A New Collection Review: Linked Stories of Trauma

Twelve-year-old Freya is visiting her distracted mother in Cornwall when she encounters 14-year-old twins. "The only thing better than being aware of a secret," they inform her, "comes from possessing one of your own." In the time that come after, they violate her, then bury her alive, blend of anxiety and irritation flitting across their faces as they ultimately release her from her temporary coffin.

This could have served as the shocking centrepiece of a novel, but it's just one of many awful events in The Elements, which gathers four novellas – issued individually between 2023 and 2025 – in which characters negotiate past trauma and try to find peace in the present moment.

Debated Context and Subject Exploration

The book's release has been marred by the inclusion of Earth, the subsequent novella, on the longlist for a significant LGBTQ+ writing prize. In August, the majority other contenders pulled out in dissent at the author's gender-critical views – and this year's prize has now been cancelled.

Conversation of gender identity issues is absent from The Elements, although the author addresses plenty of big issues. Anti-gay prejudice, the influence of traditional and social media, family disregard and abuse are all explored.

Multiple Accounts of Pain

  • In Water, a sorrowful woman named Willow relocates to a isolated Irish island after her husband is imprisoned for awful crimes.
  • In Earth, Evan is a soccer player on legal proceedings as an accessory to rape.
  • In Fire, the grown-up Freya balances revenge with her work as a doctor.
  • In Air, a father journeys to a burial with his adolescent son, and ponders how much to disclose about his family's background.
Pain is accumulated upon suffering as wounded survivors seem destined to meet each other again and again for eternity

Linked Stories

Connections abound. We first meet Evan as a boy trying to escape the island of Water. His trial's jury contains the Freya who shows up again in Fire. Aaron, the father from Air, partners with Freya and has a child with Willow's daughter. Supporting characters from one story resurface in cottages, bars or courtrooms in another.

These storylines may sound complex, but the author is skilled at how to power a narrative – his prior popular Holocaust drama has sold many copies, and he has been rendered into numerous languages. His direct prose sparkles with thriller-ish hooks: "in the end, a doctor in the burns unit should know better than to experiment with fire"; "the initial action I do when I come to the island is modify my name".

Personality Development and Storytelling Power

Characters are sketched in succinct, impactful lines: the compassionate Nigerian priest, the troubled pub landlord, the daughter at struggle with her mother. Some scenes ring with sad power or insightful humour: a boy is hit by his father after having an accident at a football match; a biased island mother and her Dublin-raised neighbour swap barbs over cups of diluted tea.

The author's talent of carrying you wholeheartedly into each narrative gives the return of a character or plot strand from an earlier story a genuine excitement, for the first few times at least. Yet the aggregate effect of it all is desensitizing, and at times almost comic: suffering is piled on pain, chance on accident in a bleak farce in which wounded survivors seem destined to bump into each other again and again for all time.

Conceptual Depth and Concluding Evaluation

If this sounds not exactly life and more like limbo, that is aspect of the author's point. These hurt people are weighed down by the crimes they have experienced, caught in cycles of thought and behavior that stir and spiral and may in turn damage others. The author has talked about the effect of his individual experiences of mistreatment and he portrays with compassion the way his ensemble negotiate this risky landscape, extending for treatments – isolation, icy sea dips, reconciliation or refreshing honesty – that might provide clarity.

The book's "fundamental" structure isn't extremely educational, while the quick pace means the exploration of social issues or social media is mainly shallow. But while The Elements is a flawed work, it's also a entirely accessible, survivor-centered chronicle: a valued riposte to the common obsession on authorities and offenders. The author shows how trauma can permeate lives and generations, and how years and care can silence its aftereffects.

John Vang
John Vang

A passionate travel writer and historian specializing in Italian culture and religious sites, with over a decade of experience guiding tours in Rome.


**Activity:**
Nothing in the data should change when you return it, but leave the pictures out.
* * * * * * * * *
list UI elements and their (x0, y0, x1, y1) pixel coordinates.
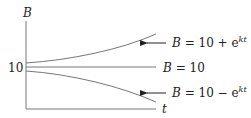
solution-curves-diagram: B t 10 B = 10 + ekt B = 10 B = 10 − ekt (0, 0, 251, 118)
x-axis-label: t (162, 102, 167, 116)
growth-curve (26, 34, 156, 63)
y-tick-10: 10 (8, 61, 23, 75)
y-axis-label: B (22, 6, 32, 20)
decay-label: B = 10 − ekt (171, 85, 247, 100)
decay-curve (26, 71, 156, 102)
equilibrium-label: B = 10 (162, 61, 205, 75)
growth-label: B = 10 + ekt (171, 35, 247, 50)
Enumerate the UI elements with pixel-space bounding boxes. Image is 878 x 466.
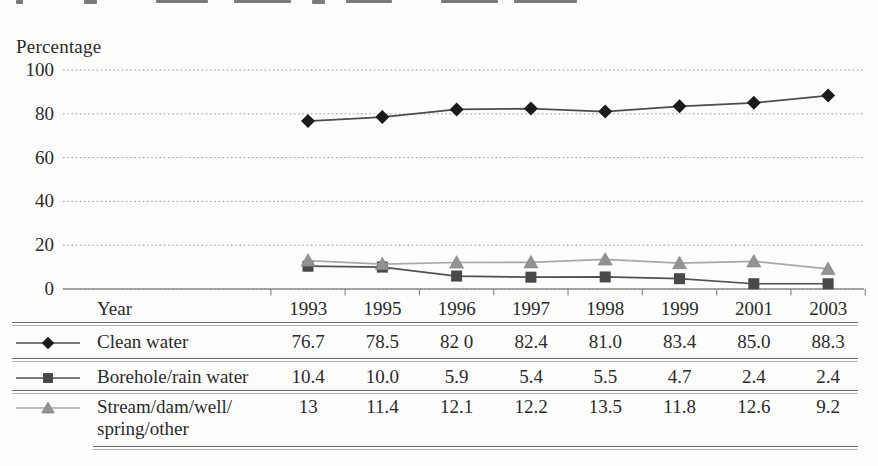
* * * * * * * * *
**Written answer:**
list UI elements and their (x0, y0, x1, y1) pixel coordinates.
solution-curves-diagram: B t 10 B = 10 + ekt B = 10 B = 10 − ekt (0, 0, 251, 118)
x-axis-label: t (162, 102, 167, 116)
growth-curve (26, 34, 156, 63)
y-tick-10: 10 (8, 61, 23, 75)
y-axis-label: B (22, 6, 32, 20)
decay-label: B = 10 − ekt (171, 85, 247, 100)
decay-curve (26, 71, 156, 102)
equilibrium-label: B = 10 (162, 61, 205, 75)
growth-label: B = 10 + ekt (171, 35, 247, 50)
Enumerate the UI elements with pixel-space bounding boxes. Image is 878 x 466.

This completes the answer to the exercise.